Owen is a SURVIVOR!

Going into my freshman year of high school, I had just started playing football for the first time, and between practices and homework, I was having real trouble finding time for the camping trips and boy scout activities I’d always loved. I had always been told, though, that playing sports while remaining active in your troop is very attainable if you’re dedicated enough, so I put my head down and attempted a balance between these commitments. Sure, there were occasional conflicts, but I set my priorities straight and even served as the capital SPL, never missed a meeting. I was beginning to feel my first big time crunch, but I managed.


However, things soon didn’t feel right as a lump in my left armpit slowly grew. My mom arranged a doctor’s visit after I mentioned it to her, but he reassured us that it was likely only a clogged sweat gland. This was my first year in football, after all, and my body probably wasn’t used to the constant sweating and dirtiness. But, as the mass continued to grow and my energy waned in the evenings, I knew something was wrong I brought this up again to my mom after a football practice, and she immediately brought me to a local prompt care. This visit led to a biopsy, and soon enough I was diagnosed with ALCL a type of Non-Hodgkin’s lymphoma I had cancer, and my priorities quickly turned on their head.

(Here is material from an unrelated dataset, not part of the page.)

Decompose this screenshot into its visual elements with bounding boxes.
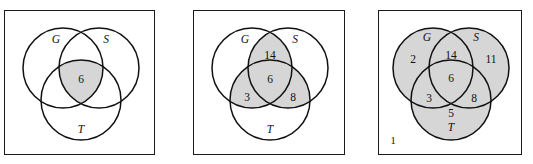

I mean, of course right? Thinking about it, I had always heard stories about people “fighting bravely” following a cancer diagnosis. But the sword of powerlessness I felt looking at the bald-headed kids in the waiting room of St jude, knowing I would soon become one of them, evokes almost and iconic hilarity about the situation. What more could I really do but sit through the chemotherapy treatment to come and wait for all this to blow over?


My new oncologist almost immediately began the first of my sixth plan treatments, which involved a 6-day hospital stay while I receive chemotherapy. The constant ensuing stays and check ups scraped by with a painful slowness, and I wanted nothing more then to return to the life of high school, football, and boy scouts I previously taken for granted. My constant walks through the hospital’s unknowns kept me saying, but I inevitably return to the same austere room on the fourth floor. This gross over abundance of time was a frustrating reversal of the crunch I feltBefore, and I often felt myself half-consciously staring at the clock opposite my bed, counting the hours till I’d be set free.


But this simple, Borden – driven fixation soon became important to me, as I made a seemingly everyday observation which changed my perspective on many things in life. That clock kept on ticking. It was always counting down the seconds, completely indifferent to my situation. No matter what, it just kept on ticking.


With this, I began to realize that this whole cancer experience would be over in its time. I trusted I was in good hands with my doctors, and although the five months they said treatment should last seemed like an infinite stretch of suspension and hardship, it became so much more manageable knowing that time could not slow down, and it would all be over after so many revolutions of the clock.


I was officially declared in remission after these 5 months of treatment, and could finally get back to my life as I knew it before. Since then, I experienced another important realization about that clock: it also keeps ticking for our everyday lives. Many of us take things for granted, and go through the motions of school or scouting or whatever else it is we do. But if it’s worth doing, why not do it well? Why not go for that a in calculus, apply to that college you think you don’t have a shot at, go on that camping trip, immerse yourself in pursuing that curious passion, or enjoy every second spent with friends?


After realizing my passion for camping while in the hospital, I didn’t miss a single monthly camp out for almost 2 years afterwards, which enabled me to still earn my ego well before my 18th birthday. And although I sometimes procrastinate more than I should, I’ve endeavored to maintain almost straight A’s throughout my high school career, and have just recently achieved my long-time goal of being accepted into Purdue for engineering. I’ve also found enormous personal success in swimming and track, and despite some remaining weakness and nerve damage in my left arm, my coaches can hardly discern a difference.


Through all this, I’ve learned that at the end of the day, we need to accept that not everything is going to go perfect in life. But, we can achieve amazing things by using our precious seconds wisely, and enjoying the times when things are going right. Take chances, work hard, and explore; and in the hardest times remember that the clock keeps on ticking.